WHAT THE TASK ASKS >> Reproduce the complete set of records, exactly as they appear.

GIVEN RECORDS >>

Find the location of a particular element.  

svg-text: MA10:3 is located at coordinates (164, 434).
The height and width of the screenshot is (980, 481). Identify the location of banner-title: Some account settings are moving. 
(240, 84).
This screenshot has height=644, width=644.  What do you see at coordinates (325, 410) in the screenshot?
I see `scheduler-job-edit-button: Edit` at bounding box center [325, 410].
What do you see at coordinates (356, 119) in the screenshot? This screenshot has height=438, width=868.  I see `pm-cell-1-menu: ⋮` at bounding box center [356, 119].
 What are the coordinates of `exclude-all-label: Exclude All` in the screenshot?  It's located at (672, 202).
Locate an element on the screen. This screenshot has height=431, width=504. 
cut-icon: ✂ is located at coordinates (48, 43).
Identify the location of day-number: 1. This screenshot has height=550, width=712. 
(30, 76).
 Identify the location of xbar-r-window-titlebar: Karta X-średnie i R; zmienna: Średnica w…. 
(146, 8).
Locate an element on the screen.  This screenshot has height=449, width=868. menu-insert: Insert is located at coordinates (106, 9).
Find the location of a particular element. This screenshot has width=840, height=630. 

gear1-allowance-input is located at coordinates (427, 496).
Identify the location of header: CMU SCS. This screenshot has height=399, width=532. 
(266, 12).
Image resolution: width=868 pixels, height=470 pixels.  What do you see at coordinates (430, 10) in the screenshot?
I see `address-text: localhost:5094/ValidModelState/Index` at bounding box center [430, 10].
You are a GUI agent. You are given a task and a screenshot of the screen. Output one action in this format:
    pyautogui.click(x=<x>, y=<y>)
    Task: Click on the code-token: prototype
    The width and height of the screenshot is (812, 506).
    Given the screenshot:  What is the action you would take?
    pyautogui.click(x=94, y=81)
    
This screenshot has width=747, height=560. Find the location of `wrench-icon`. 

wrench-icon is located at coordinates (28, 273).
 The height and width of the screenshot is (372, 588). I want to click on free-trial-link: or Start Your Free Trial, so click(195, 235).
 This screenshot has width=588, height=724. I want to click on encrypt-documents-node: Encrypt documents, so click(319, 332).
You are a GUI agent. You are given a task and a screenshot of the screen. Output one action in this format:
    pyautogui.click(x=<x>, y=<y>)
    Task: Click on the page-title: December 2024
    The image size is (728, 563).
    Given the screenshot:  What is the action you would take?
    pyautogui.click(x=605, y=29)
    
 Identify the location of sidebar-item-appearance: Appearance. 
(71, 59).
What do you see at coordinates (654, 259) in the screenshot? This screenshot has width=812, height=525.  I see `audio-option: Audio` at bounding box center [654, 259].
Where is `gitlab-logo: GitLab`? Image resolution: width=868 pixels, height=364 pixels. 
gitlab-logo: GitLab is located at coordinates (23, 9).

RESULT FOR THIS TASK >>
Find the location of a particular element.  

svg-text: MA10:3 is located at coordinates (164, 434).
The height and width of the screenshot is (980, 481). Identify the location of banner-title: Some account settings are moving. 
(240, 84).
This screenshot has height=644, width=644.  What do you see at coordinates (325, 410) in the screenshot?
I see `scheduler-job-edit-button: Edit` at bounding box center [325, 410].
What do you see at coordinates (356, 119) in the screenshot? This screenshot has height=438, width=868.  I see `pm-cell-1-menu: ⋮` at bounding box center [356, 119].
 What are the coordinates of `exclude-all-label: Exclude All` in the screenshot?  It's located at (672, 202).
Locate an element on the screen. This screenshot has height=431, width=504. 
cut-icon: ✂ is located at coordinates (48, 43).
Identify the location of day-number: 1. This screenshot has height=550, width=712. 
(30, 76).
 Identify the location of xbar-r-window-titlebar: Karta X-średnie i R; zmienna: Średnica w…. 
(146, 8).
Locate an element on the screen.  This screenshot has height=449, width=868. menu-insert: Insert is located at coordinates (106, 9).
Find the location of a particular element. This screenshot has width=840, height=630. 

gear1-allowance-input is located at coordinates (427, 496).
Identify the location of header: CMU SCS. This screenshot has height=399, width=532. 
(266, 12).
Image resolution: width=868 pixels, height=470 pixels.  What do you see at coordinates (430, 10) in the screenshot?
I see `address-text: localhost:5094/ValidModelState/Index` at bounding box center [430, 10].
You are a GUI agent. You are given a task and a screenshot of the screen. Output one action in this format:
    pyautogui.click(x=<x>, y=<y>)
    Task: Click on the code-token: prototype
    The width and height of the screenshot is (812, 506).
    Given the screenshot:  What is the action you would take?
    pyautogui.click(x=94, y=81)
    
This screenshot has width=747, height=560. Find the location of `wrench-icon`. 

wrench-icon is located at coordinates (28, 273).
 The height and width of the screenshot is (372, 588). I want to click on free-trial-link: or Start Your Free Trial, so click(195, 235).
 This screenshot has width=588, height=724. I want to click on encrypt-documents-node: Encrypt documents, so click(319, 332).
You are a GUI agent. You are given a task and a screenshot of the screen. Output one action in this format:
    pyautogui.click(x=<x>, y=<y>)
    Task: Click on the page-title: December 2024
    The image size is (728, 563).
    Given the screenshot:  What is the action you would take?
    pyautogui.click(x=605, y=29)
    
 Identify the location of sidebar-item-appearance: Appearance. 
(71, 59).
What do you see at coordinates (654, 259) in the screenshot? This screenshot has width=812, height=525.  I see `audio-option: Audio` at bounding box center [654, 259].
Where is `gitlab-logo: GitLab`? Image resolution: width=868 pixels, height=364 pixels. 
gitlab-logo: GitLab is located at coordinates (23, 9).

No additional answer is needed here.